Anything and everything is fair game in DeBoer and Luebbe’s creation, a movie that immediately introduces audiences to its pastel-shaded nightmare logic. In the very first scene, Jill (DeBoer) is squaking about the usual suburban nothing chitter-chatter with friend Lisa (Luebbe) who suddenly notices and compliments Jill on her new baby. Without a moment’s hesitation, and sans any kind of provocation, Jill asks Lisa if she wants to have her. Not hold her for a moment. Not watch her for a date night. Have her. After all, as Jill says, “I’ve been with her since she was born.” 

This is the first of many make or break points for prospective audiences giving the film a shot and I appreciate that DeBoer and Luebbe have the confidence to get as looney as giving a baby away so early rather than try to hide just how contrary their film runs to typical storytelling and film logic. For this reason though, many will dismiss Greener Grass as “too strange” right off the bat, missing out on the joys of a picture where you have literally no idea what could possibly happen in the next scene. And the options are quite literally unlimited. Fans of Tim and Eric Awesome Show, Great Job! and Erik Andre need apply as they are already familiar with the random, extemporaneous style popularized by these off-mainstream comics but don’t get lulled into thinking that there isn’t a larger point here.

Greener Grass doesn’t have to ground its satire in familiar plot devices. This is its strength, not its weakness. Part late-night Youtube video, part rejected Mad-TV sketch, this suburban sendup mashes so many quirks and oddities into its margins that you’re constantly gawking at all the weirdness. Take for instance the haircuts that end in gory messes (hair bleeds when it is cut in this universe), kids that randomly turn into golden retrievers, soccer balls that are adopted as babies (named ‘Twilson’, because Tom Hanks already claimed ‘Wilson’), and a corrosive television show called ‘Kids with Knifes’ that, yes, we are able to watch and simply cannot get enough of.

In the background of any given scene, a man could be emptying fistful after fistful of pocket change onto his night stand or a yoga class could actually just be a watch party of Bill Paxton’s Twister. Nothing makes much sense but the underlying motivations – people trying desperately to both impress and not offend their peers – is as glistening as the color palette, which resembles an Anne Frank trapper keeper. In that capacity, what DeBoer and Luebbe have created is the ‘Oops! All Berries’ of zany satires, one that defies familiar comic logic and common sense by in an endlessly clever and knowing way.

[READ MORE: Our review of super weird ‘Sorry to Bother You‘ starring Lakeith Stanfield and Zazie Beetz]

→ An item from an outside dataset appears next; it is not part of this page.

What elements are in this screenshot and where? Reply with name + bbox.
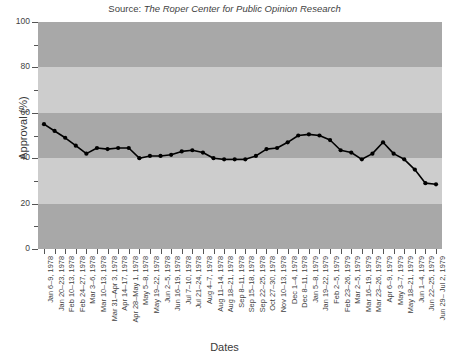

Putting themselves front and center in the action, Luebbe and DeBoers are excellent channeling their 90-degrees-rotated-off-the-axis comedy style into their performances and are joined by more comic talent in Neil Casey, Beck Bennett and The Good Place breakout D’Arcy Carden to drive up the awkward, anything’s possible hyper-reality of the setting. Like an alternate 1950s that sort of survived a nuclear blast (but not without side effects), the characters are trapped in a golf cart community of adult braces and dug-in pools. The plot’s strung along by Lisa’s untethering from society after giving up her baby and a serial killer on the loose called the “Bagger Killer” (assumed to be a local grocery bagger) terrorizing the neighborhood, but not really.  

As weird as rubbing your tongue over your teeth right after you got your braces off, Greener Grass is like a dream you wake up from and can’t quite remember all the details, one that you find the logic of increasingly falling apart as you hurriedly try to explain it. Like a vision of Earth beamed in from the moon or a sitcom made by aliens trying to approximate daily human life. As if  John Waters dropped acid and rebooted The Stepford Wives, the vision is shaggy but singular; sick, twisted and random. Exactly the ingredients that made up a cult classic, which if given the right spotlight, this could assuredly become.

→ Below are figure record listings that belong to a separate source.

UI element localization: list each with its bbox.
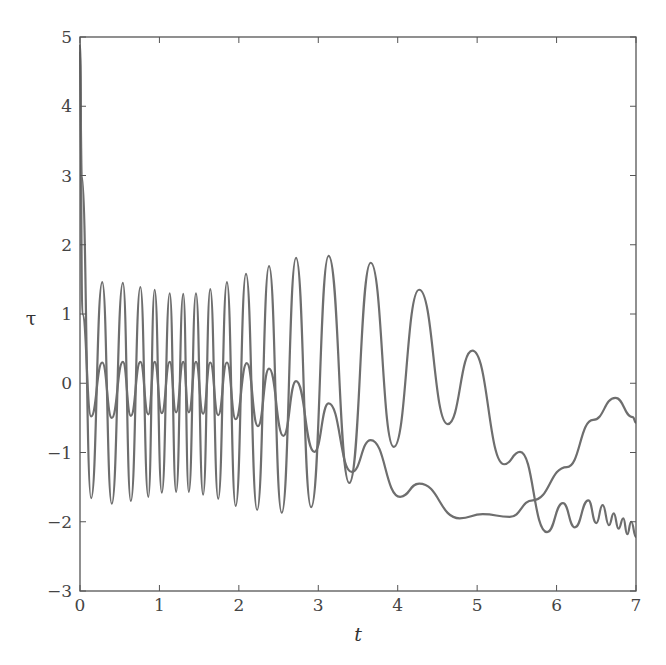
y-tick-label: −2	[47, 512, 72, 532]
x-tick-label: 0	[75, 595, 86, 615]
x-axis-label: t	[354, 623, 362, 645]
x-tick-label: 4	[392, 595, 403, 615]
y-axis-ticks: 543210−1−2−3	[47, 27, 636, 601]
x-tick-label: 5	[472, 595, 483, 615]
y-axis-label: τ	[26, 307, 37, 329]
y-tick-label: 4	[61, 96, 72, 116]
chart: 543210−1−2−3 01234567 t τ	[0, 0, 666, 665]
x-tick-label: 7	[631, 595, 642, 615]
x-axis-ticks: 01234567	[75, 37, 642, 615]
plot-frame	[80, 37, 636, 591]
y-tick-label: −3	[47, 581, 72, 601]
y-tick-label: −1	[47, 443, 72, 463]
y-tick-label: 5	[61, 27, 72, 47]
y-tick-label: 0	[61, 373, 72, 393]
y-tick-label: 1	[61, 304, 72, 324]
x-tick-label: 3	[313, 595, 324, 615]
series-line-small-oscillation	[80, 51, 636, 518]
x-tick-label: 1	[154, 595, 165, 615]
plot-lines	[80, 44, 636, 537]
y-tick-label: 2	[61, 235, 72, 255]
y-tick-label: 3	[61, 166, 72, 186]
x-tick-label: 6	[551, 595, 562, 615]
x-tick-label: 2	[233, 595, 244, 615]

[READ MORE: Our review of ‘The Disaster Artist’ starring as James Franco as Tommy Wiseau]

Tackling relevant social mores and suburban power dynamics with a machine gun, DeBoer and Luebbe have branded a new form of slaughter-satire. Greener Grass makes up a growing network of out-there female duos, such as Maya Erskine and Anna Konkle of Hulu’s very funny middle school comedy Pen15, who are stretching the boundaries of comedy, pushing at the fringes until it breaks, jamming square pegs into round roles until the frame busts off, and creating their own sandbox just to turn around and do a doo-doo in it themselves.

CONCLUSION: ‘Greener Grass’ uses dream logic and ontological sloppiness to create a singularly bizarro sendup of modern person as social media package. The twisted, random, and bogus plot will alienate viewers expecting traditional comedic stylings but those willing to get weird may just love what Jocelyn DeBoer and Dawn Luebbe have cooked up.